Hardness values in the Invar walls built using PAW and GMAW

Figure 13 shows the stress–strain curve of each of the tested specimens of the wall manufactured by PAW (a) and by GMAW (b). Higher yield strength (YS) and ultimate tensile strength (UTS) results are observed in the cases of the specimens in the horizontal direction due to the anisotropy of the materials manufactured with WAAM technology in which the directionality of the dendritic formations that define the microstructure. The difference in behaviour is more evident in the case of PAW, where in the horizontal direction there is a greater strength (486 MPa) and in the vertical direction a more ductile behaviour where the strength is lower (463 MPa) but the elongation at break is higher (51% compared with 29% in the horizontal direction). Finally, the UTS and YS results are slightly higher for GMAW than for PAW, the mean value of the UTS in the case of GMAW is 485 MPa 10 MPa more than in the case of PAW, suggesting that a lower thermal input improves the strength.

Fig. 13
figure 13

Results of tensile tests of the wall manufactured by a PAW and b GMAW

In the following Table 4, the numerical summary of the measured values of the stress–strain curves are shown. From the results shown in the table, a slightly lower value for UTS compared to the standard is induced, while the values for elongation and YS meet or even exceed those described in the standard. The lowest observed value fot UTS is 455 MPa in a vertical direction test in PAW technology; in the same test, YS is also the lowest with 263 MPa. Finally, the worst elongation at break occurs in the case of PAW technology but this time in the horizontal direction with a value of 27%.This leads to the conclusion that the PAW technology is more disadvantageous since in this scenario, given the anisotropy of the results, the worst values of mechanical properties are observed.

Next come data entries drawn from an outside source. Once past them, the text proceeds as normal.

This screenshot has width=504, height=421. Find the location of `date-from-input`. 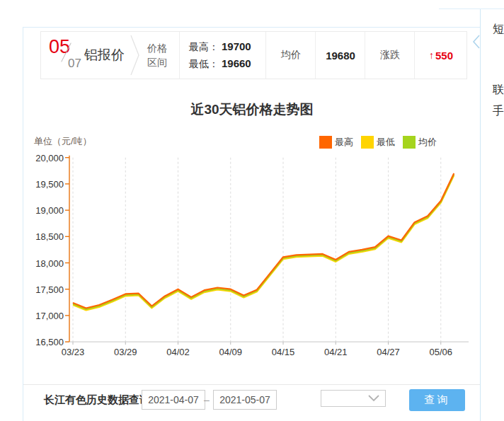

date-from-input is located at coordinates (173, 400).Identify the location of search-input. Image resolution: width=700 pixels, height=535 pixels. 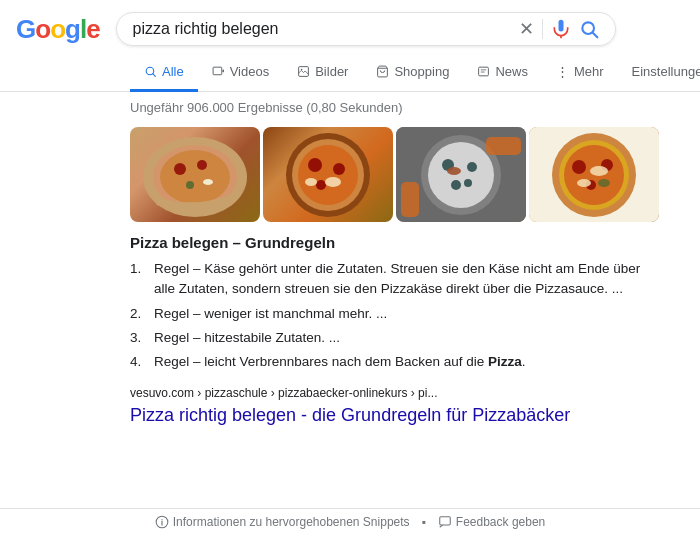
(322, 29).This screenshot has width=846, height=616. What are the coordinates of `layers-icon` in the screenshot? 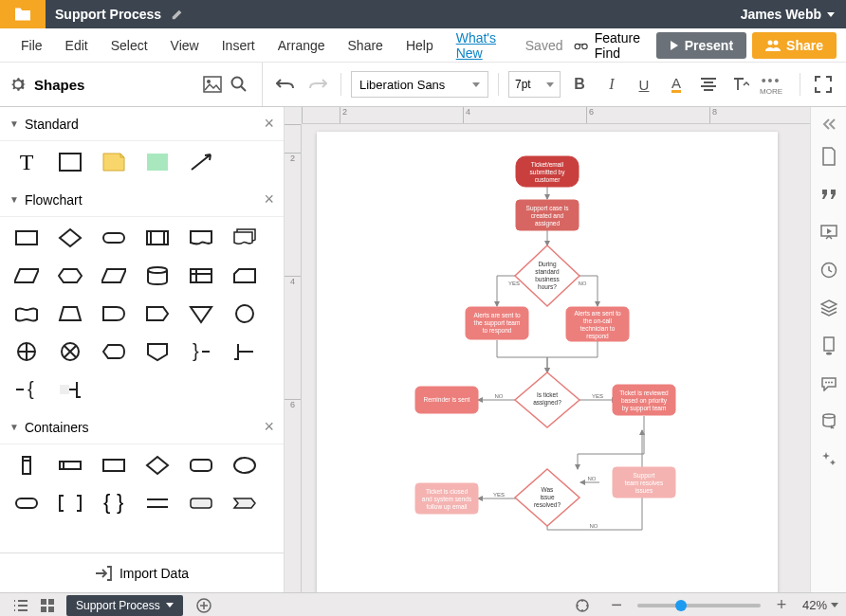 It's located at (829, 308).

Table 4 Deposition conditions in the tests performed

Anisotropy observed in PAW during the analysis of the microstructure is also observed in the mechanical properties. While the results obtained for the GMAW process are very similar in both directions, there is a remarkable difference in the results obtained for vertical and horizontal directions of the PAW technology, being more ductile in the vertical direction.

4 Conclusions

The fabrication of two Invar walls using PAW and GMAW has been detailed, as well as the characterization carried out in terms of metallography and mechanical properties of the material. The main conclusions are presented as follows:

  • Both technologies produce similar geometries (width and true wall width), being more variable in the case of PAW and thus, indicating to be a less efficient process compared to GMAW.

  • At a macrostructural level, no remarkable differences are observed between technologies. Columnar grains are observed in the center of the wall with smaller ones in the periphery, with marked fusion lines in between layers.

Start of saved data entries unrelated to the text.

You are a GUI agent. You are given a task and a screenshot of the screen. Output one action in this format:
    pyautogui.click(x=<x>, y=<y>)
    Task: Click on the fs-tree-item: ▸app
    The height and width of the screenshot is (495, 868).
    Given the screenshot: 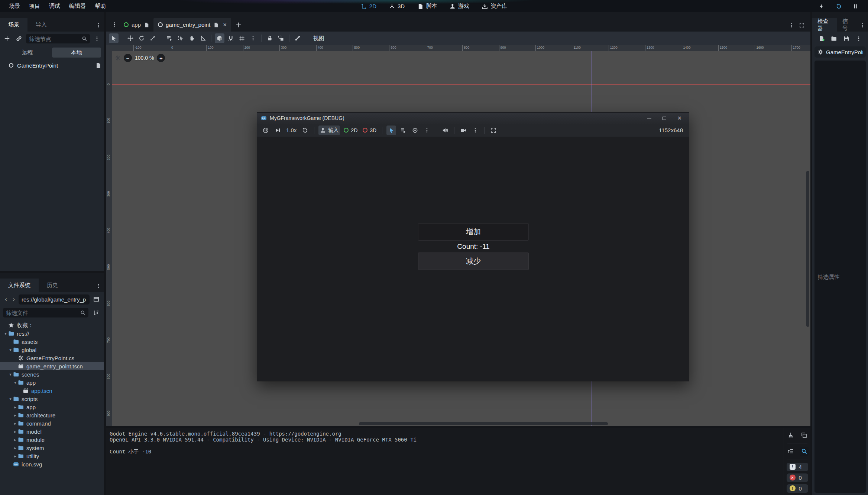 What is the action you would take?
    pyautogui.click(x=52, y=407)
    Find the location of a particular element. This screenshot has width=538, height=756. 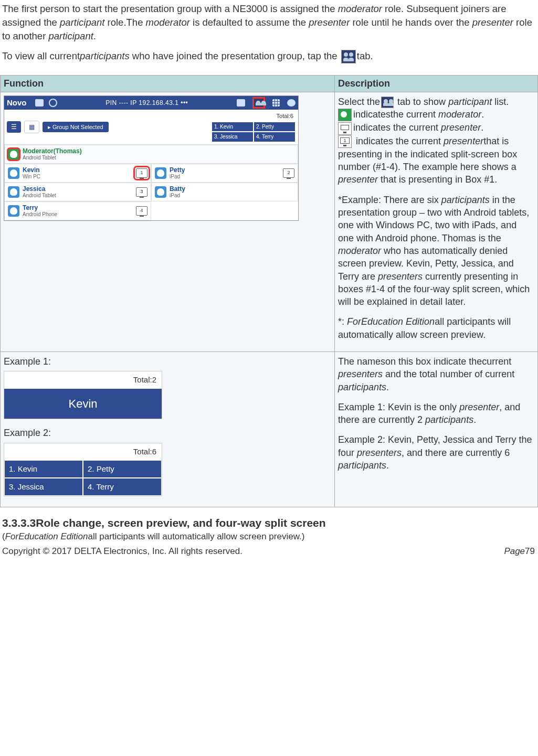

  • Main microstructural features have been detected in both GMAW and PAW walls (columnar and cellular dendrites), with dendritic grains in all three planes. More diffused dendritic structures are observed in the case of PAW with thicker structures compared to GMAW.

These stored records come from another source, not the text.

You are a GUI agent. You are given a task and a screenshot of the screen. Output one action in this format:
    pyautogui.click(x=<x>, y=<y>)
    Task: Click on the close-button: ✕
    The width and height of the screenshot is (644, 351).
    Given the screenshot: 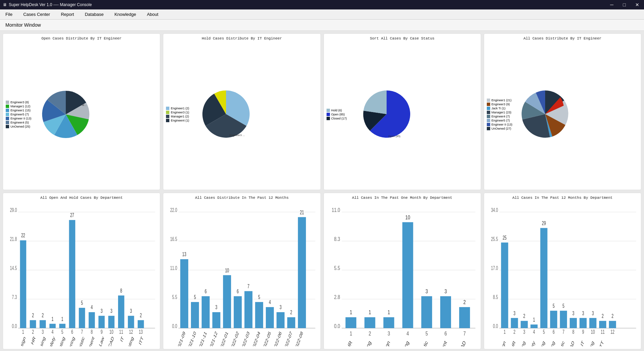 What is the action you would take?
    pyautogui.click(x=637, y=5)
    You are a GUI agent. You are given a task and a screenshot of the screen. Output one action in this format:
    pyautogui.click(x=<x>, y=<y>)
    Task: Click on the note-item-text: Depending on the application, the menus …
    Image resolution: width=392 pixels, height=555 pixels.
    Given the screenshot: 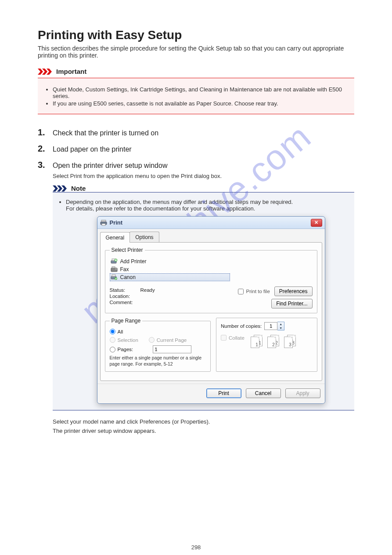 What is the action you would take?
    pyautogui.click(x=179, y=202)
    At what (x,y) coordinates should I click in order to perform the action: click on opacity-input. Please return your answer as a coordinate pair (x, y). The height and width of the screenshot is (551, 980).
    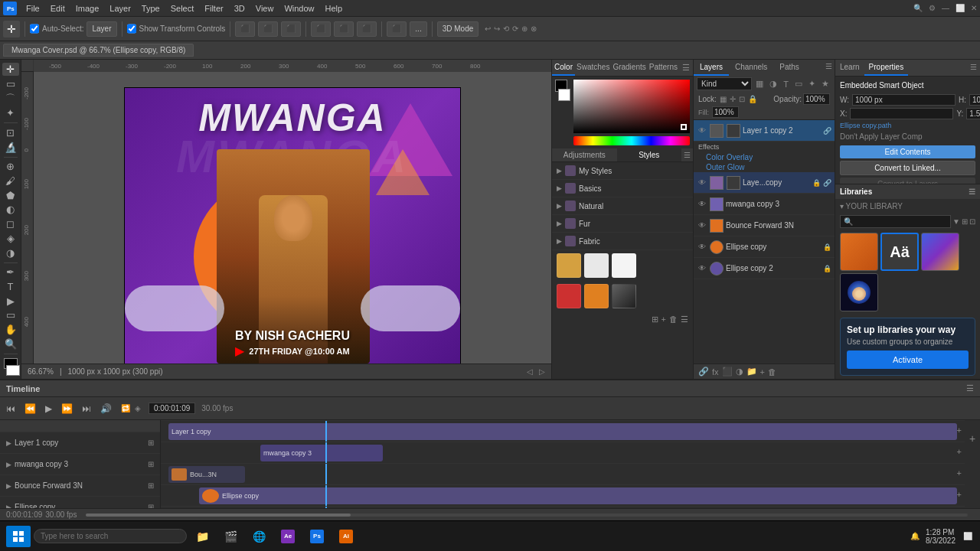
    Looking at the image, I should click on (816, 99).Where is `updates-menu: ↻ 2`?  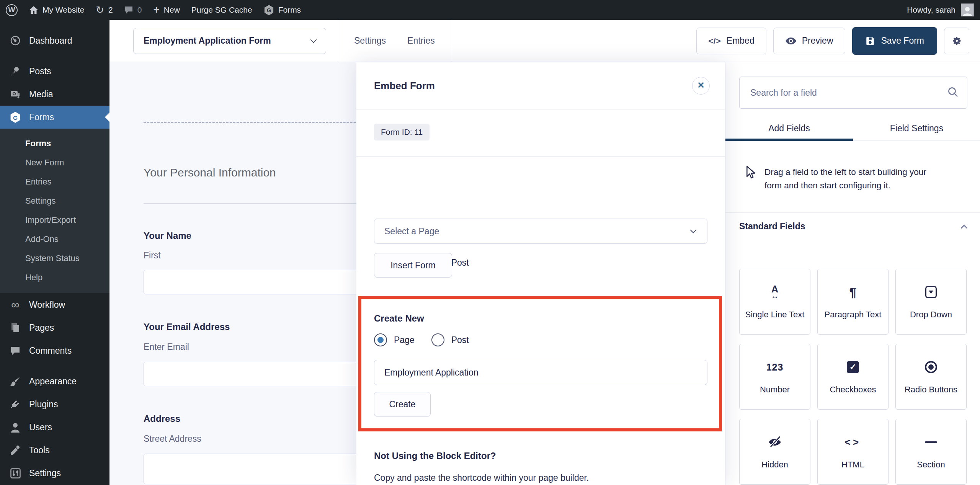
updates-menu: ↻ 2 is located at coordinates (104, 10).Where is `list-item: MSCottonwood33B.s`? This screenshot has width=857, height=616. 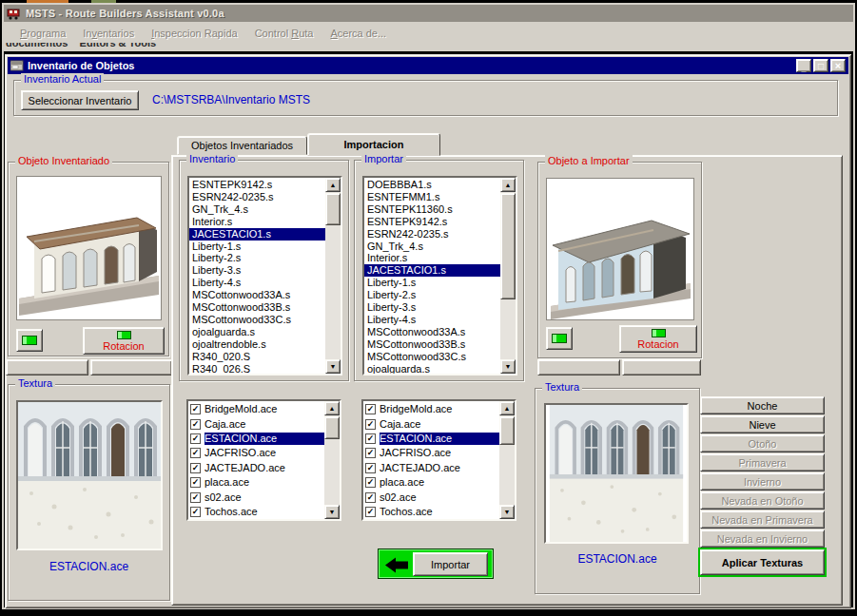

  • Anisotropy is observed in the microstructure of PAW technology obtained material, with thicker and finer dendrite structures and dendritic zones more marked than others.

  • A slightly lower value for UTS (mean value of 485 MPa in GMAW and 475 MPa in PAW) compared to the standard (518 MPa) is induced, while the values for elongation and YS meet or even exceed those described in the standard.

  • While the results of elongation obtained for the GMAW process are very similar in both directions, mean elongation at break in vertical direction is 33% and 29% in horizontal direction, there is a remarkable difference in the results obtained for vertical and horizontal directions of the PAW technology, being more ductile in the vertical direction, 51% in comparison with 29% in the horizontal direction.